Figure 6.12: The long-run supply curve in an increasing-cost industry

Now assume that the market demand increased unexpectedly and this is shown
by the shift of the demand curve from D to DÊ. Market equilibrium is now at point
B, which is the short-run equilibrium. Price then increases to PÊ and output
increases to Q2. The firm will offer q2 units of output, that is when the SMC curve
intersects with the new demand curve at PÊ, and gained supernormal profit.

In the long run, supernormal profit gained by the firm in the industry will attract
new firms to enter the market. Output in the market will increase and this causes
the demand for input to also increase, resulting in an increase of input price.

Therefore, we will look at how these two different conditions will influence the
coordination process in the long run. Supernormal profit in the short-run will
expand the output in the market due to the entry of new firms, and this is depicted
by the shift of the supply curve. This causes a price decline and eventually will
reduce profit.

Copyright © Open University Malaysia (OUM)


TOPIC 6 PERFECT COMPETITION  209

At the same time, input price increases due to an increase in input demand. This
condition will increase cost and reduce profit. These two effects will continuously
influence the new long-run equilibrium achieved where all firms will only gain
zero economic profit.

Based on Figure 6.12, when price increases to PÊ, it is found that a new firm starts
entering the market. This will cause the supply curve S to shift to SÊ and the price
will decrease to P‰. Therefore, the demand curve of the firm will shift downwards
along with the price decrease, that is from PÊ to P‰, and this will reduce profit. At
the same time, the increase in input price will shift the costs curve of the firm
upwards, that is, from LAC to LACÊ.

Price decrease and increase in costs will finally eliminate the profit gained by the
firm. This occurs at the price level of P‰, that is when the price is equivalent to cost
per unit. Output is produced at the point where price is equal to the minimum
point of the LACÊ curve and this indicates that the new long-run equilibrium has
been achieved.

The new long-run equilibrium of the industry is achieved at point C; connecting


points A and C will form the long-run supply curve in a perfectly competitive
industry facing an increasing cost, SL that is positively sloping from left to right.

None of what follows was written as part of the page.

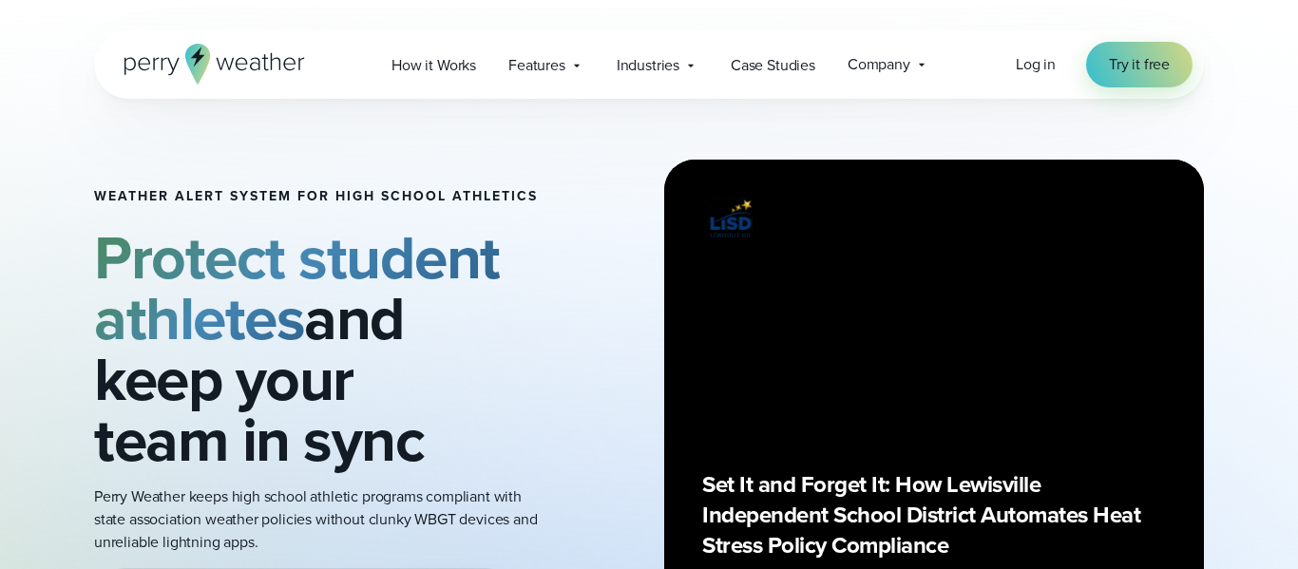 This screenshot has height=569, width=1298. Describe the element at coordinates (773, 66) in the screenshot. I see `span: Case Studies` at that location.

The concept of increasing cost illustrates that the costs curves of all firms increases
when the industry expands because the expansion of output will result in an
increase of input price.

6.6.6 Decreasing-cost Industry


The supply curve of an industry facing decreasing costs is a curve that slopes
negatively from left to right. The explanation for the formation of the long-run
supply curve of the decreasing-cost industry is similar to the way we explain the
formation of the long-run supply curve of an increasing-cost industry.

The difference is when demand in the market increases, output will expand and it
is found that the expansion of output will decline the costs curve of each firm. The
downwards shift of the costs curve is due to the reduction in input price.

The question is, how does an increase in demand for input (due to the increase in
quantity of supply) reduce the price of input? We know that in the long run, a firm
can expand its capacity and this will allow the firm to enjoy economies of scale,
that is, the increasing returns to scale.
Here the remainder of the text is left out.